Inner Compass — Reflecting on Decisions That Matter
Child reflects on a recent decision they made — big or small — and examines whether it was the right choice, what influenced them, and what they would do differently. Parent observes self-reflection, metacognition, the ability to learn from experience, and emotional honesty about mistakes and successes.
Opens a guided voice session in TogetherTime.
What you'll need
Find a comfortable, private spot. No materials needed. Think of a recent decision the child made that had some genuine stakes — something with a real choice involved, not trivial. The child should pick the decision if possible.
How it works
- 1~40s
Start by asking your child: 'Tell me about a choice you made recently that you've been thinking about. What was the situation, and what did you decide?' Let them tell the whole story without interrupting. Then ask: 'What were the other options? What COULD you have chosen instead?' We want to see if they can reconstruct the decision landscape — not just what they chose, but what they chose OVER. Tell me the story and the alternatives they identifies!
Watch for: decision_landscape_awareness
- 2~35s
Now the honest part. Ask your child: 'Looking back now, do you think you made the right choice? Why or why not?' Then push gently: 'What turned out well because of your choice? And what didn't turn out so well?' This requires emotional honesty — the ability to acknowledge both the good and the bad in one's own decisions. Watch for self-justification versus genuine reflection. Does they admit imperfection? Tell me their honest assessment!
Watch for: emotional_honesty_in_self_assessment
- 3~35s
Now the most important part — the learning. Ask your child: 'If you could go back in time to the moment before you decided, knowing everything you know now, would you make the same choice or a different one? And what's the reason?' Then: 'What did this decision teach you about yourself?' That second question is where metacognition lives — the ability to learn about one's own thinking by examining past decisions. Tell me the time-travel answer and the self-insight!
Watch for: learning_from_experience
- 4~30s
Last question, and it's forward-looking. Ask your child: 'The next time you face a similar decision, what will you do differently — or the same? How will you know in the moment that this is the kind of decision where you should slow down and think?' This bridges reflection to future behaviour — it's not just looking back, it's building a better decision-making process. Tell me their forward plan and whether this conversation changed how they sees the original decision!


Task prompt:
Whenever the word "Pause" turns up in a line below, that line should be copied.

Start of Block

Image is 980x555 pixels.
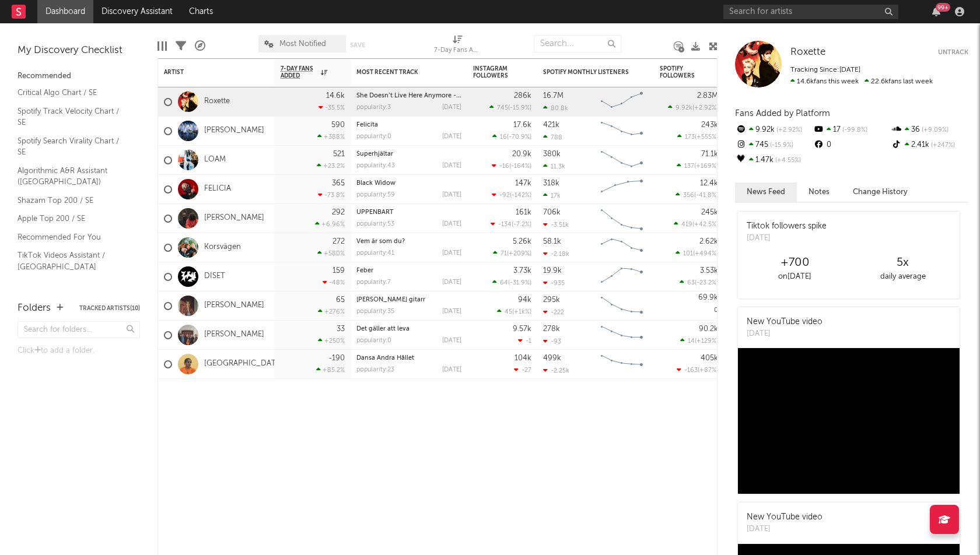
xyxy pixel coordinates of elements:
svg: Chart title [595,291,648,320]
div: 272 [332,238,345,246]
span: 745 [497,105,508,111]
a: [PERSON_NAME] [204,330,264,340]
div: Dansa Andra Hållet [356,355,461,361]
button: News Feed [735,182,797,202]
div: [DATE] [442,250,461,257]
a: Roxette [790,47,825,58]
span: -16 [499,164,509,169]
a: [PERSON_NAME] [204,214,264,223]
div: 745 [735,137,812,153]
span: -99.8 % [840,127,867,134]
span: +1k % [514,309,530,315]
span: 9.92k [676,105,692,111]
button: Change History [841,182,919,202]
div: 0 [812,137,890,153]
div: 94k [518,296,532,303]
div: 80.8k [543,104,568,112]
div: UPPENBART [356,209,461,216]
div: Recommended [18,69,140,83]
div: ( ) [679,279,718,286]
div: 159 [332,267,345,275]
svg: Chart title [595,146,648,175]
a: FELICIA [204,184,231,194]
span: Tracking Since: [DATE] [790,66,860,74]
div: [DATE] [442,279,461,286]
span: Roxette [790,47,825,57]
span: 14 [688,338,694,345]
a: TikTok Videos Assistant / [GEOGRAPHIC_DATA] [18,249,128,273]
span: +169 % [696,164,716,169]
span: 14.6k fans this week [790,78,859,85]
span: 137 [684,164,694,169]
div: New YouTube video [746,316,822,328]
div: 3.73k [513,267,532,275]
div: Superhjältar [356,151,461,158]
svg: Chart title [595,350,648,379]
span: 71 [500,251,507,257]
div: -935 [543,279,565,286]
span: -7.2 % [513,221,530,228]
div: ( ) [676,191,718,199]
button: Untrack [938,47,968,58]
span: +4.55 % [773,158,800,164]
div: 20.9k [512,150,532,158]
div: 292 [331,208,345,216]
div: ( ) [493,249,532,257]
div: -3.51k [543,221,569,229]
div: 12.4k [699,180,718,187]
span: -142 % [511,192,530,199]
div: 9.92k [735,122,812,137]
div: -93 [543,337,561,345]
svg: Chart title [595,233,648,263]
div: 1.47k [735,153,812,168]
div: popularity: 0 [356,337,392,344]
div: +23.2 % [317,162,345,169]
div: [DATE] [746,328,822,340]
div: ( ) [673,220,718,228]
span: 16 [500,134,507,141]
div: popularity: 7 [356,279,391,286]
div: She Doesn’t Live Here Anymore - T&A Demo Dec 16, 1992 [356,92,461,99]
a: Recommended For You [18,230,128,244]
div: -35.5 % [319,103,345,111]
span: +9.09 % [920,127,948,134]
div: 14.6k [326,92,345,100]
div: Spotify Followers [660,65,700,80]
a: DISET [204,272,226,281]
svg: Chart title [595,175,648,204]
div: popularity: 59 [356,191,395,198]
div: 17.6k [513,121,532,129]
svg: Chart title [595,204,648,233]
div: 295k [543,296,560,303]
div: -2.18k [543,250,569,258]
div: +700 [741,256,849,269]
div: -73.8 % [318,191,345,199]
a: Dansa Andra Hållet [356,355,414,361]
span: 45 [504,309,512,315]
div: [DATE] [746,232,827,244]
div: Most Recent Track [356,69,443,75]
span: -134 [498,221,511,228]
span: -1 [526,338,532,345]
div: 161k [515,208,532,216]
div: ( ) [493,133,532,141]
div: 788 [543,134,562,141]
div: [DATE] [442,337,461,344]
div: -222 [543,308,564,316]
div: 7-Day Fans Added (7-Day Fans Added) [434,44,481,58]
div: 590 [331,121,345,129]
div: 706k [543,208,560,216]
div: [DATE] [442,104,461,111]
button: Save [350,42,365,48]
div: 58.1k [543,238,561,246]
div: 104k [515,354,532,362]
div: Henrys gitarr [356,297,461,303]
a: LOAM [204,155,226,165]
div: 2.41k [890,137,968,153]
a: Critical Algo Chart / SE [18,86,128,99]
div: Black Widow [356,180,461,186]
div: 11.3k [543,163,565,170]
div: 33 [337,325,345,333]
div: popularity: 41 [356,250,394,257]
div: popularity: 0 [356,134,392,140]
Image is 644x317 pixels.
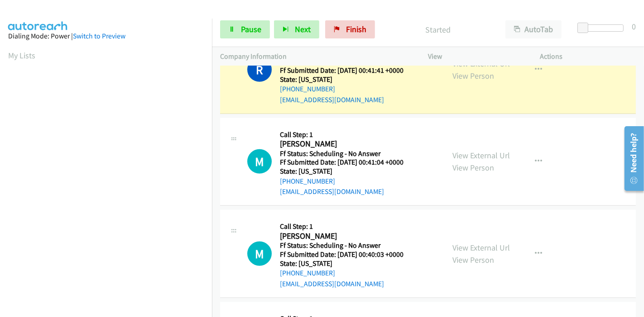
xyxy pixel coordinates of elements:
a: View Person [453,255,494,265]
div: 0 [631,20,636,33]
a: My Lists [8,50,36,61]
button: AutoTab [506,20,562,39]
span: Pause [241,24,261,35]
iframe: Resource Center [618,123,644,194]
h1: M [248,242,272,266]
p: View [428,51,524,62]
div: Dialing Mode: Power | [8,31,204,42]
h1: R [248,57,272,82]
span: Finish [346,24,366,35]
h5: State: [US_STATE] [279,167,415,176]
a: Finish [325,20,375,39]
h5: State: [US_STATE] [279,259,415,269]
a: [EMAIL_ADDRESS][DOMAIN_NAME] [279,187,384,196]
h5: State: [US_STATE] [279,75,415,84]
p: Started [387,23,489,36]
h5: Ff Status: Scheduling - No Answer [279,242,415,250]
a: Pause [220,20,270,39]
h5: Ff Status: Scheduling - No Answer [279,150,415,158]
h2: [PERSON_NAME] [279,231,415,242]
h5: Call Step: 1 [279,222,415,231]
a: View Person [453,162,494,173]
a: [PHONE_NUMBER] [279,269,336,277]
a: View External Url [453,151,510,160]
div: The call is yet to be attempted [248,150,272,174]
h2: [PERSON_NAME] [279,139,415,150]
a: [EMAIL_ADDRESS][DOMAIN_NAME] [279,96,384,104]
h5: Ff Submitted Date: [DATE] 00:41:41 +0000 [279,66,415,75]
div: The call is yet to be attempted [248,242,272,266]
h5: Call Step: 1 [279,130,415,139]
h5: Ff Submitted Date: [DATE] 00:40:03 +0000 [279,250,415,259]
a: View External Url [453,243,510,253]
h1: M [248,150,272,174]
a: View External Url [453,58,510,69]
div: Delay between calls (in seconds) [582,24,624,32]
button: Next [274,20,319,39]
span: Next [295,24,310,35]
p: Company Information [220,51,412,62]
a: [PHONE_NUMBER] [279,85,336,93]
a: [EMAIL_ADDRESS][DOMAIN_NAME] [279,279,384,288]
a: [PHONE_NUMBER] [279,177,336,186]
h5: Ff Submitted Date: [DATE] 00:41:04 +0000 [279,158,415,167]
p: Actions [541,51,636,62]
a: Switch to Preview [73,32,126,41]
a: View Person [453,71,494,81]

End of Block

Result of the task:
span: Pause [241,24,261,35]
a: Pause [220,20,270,39]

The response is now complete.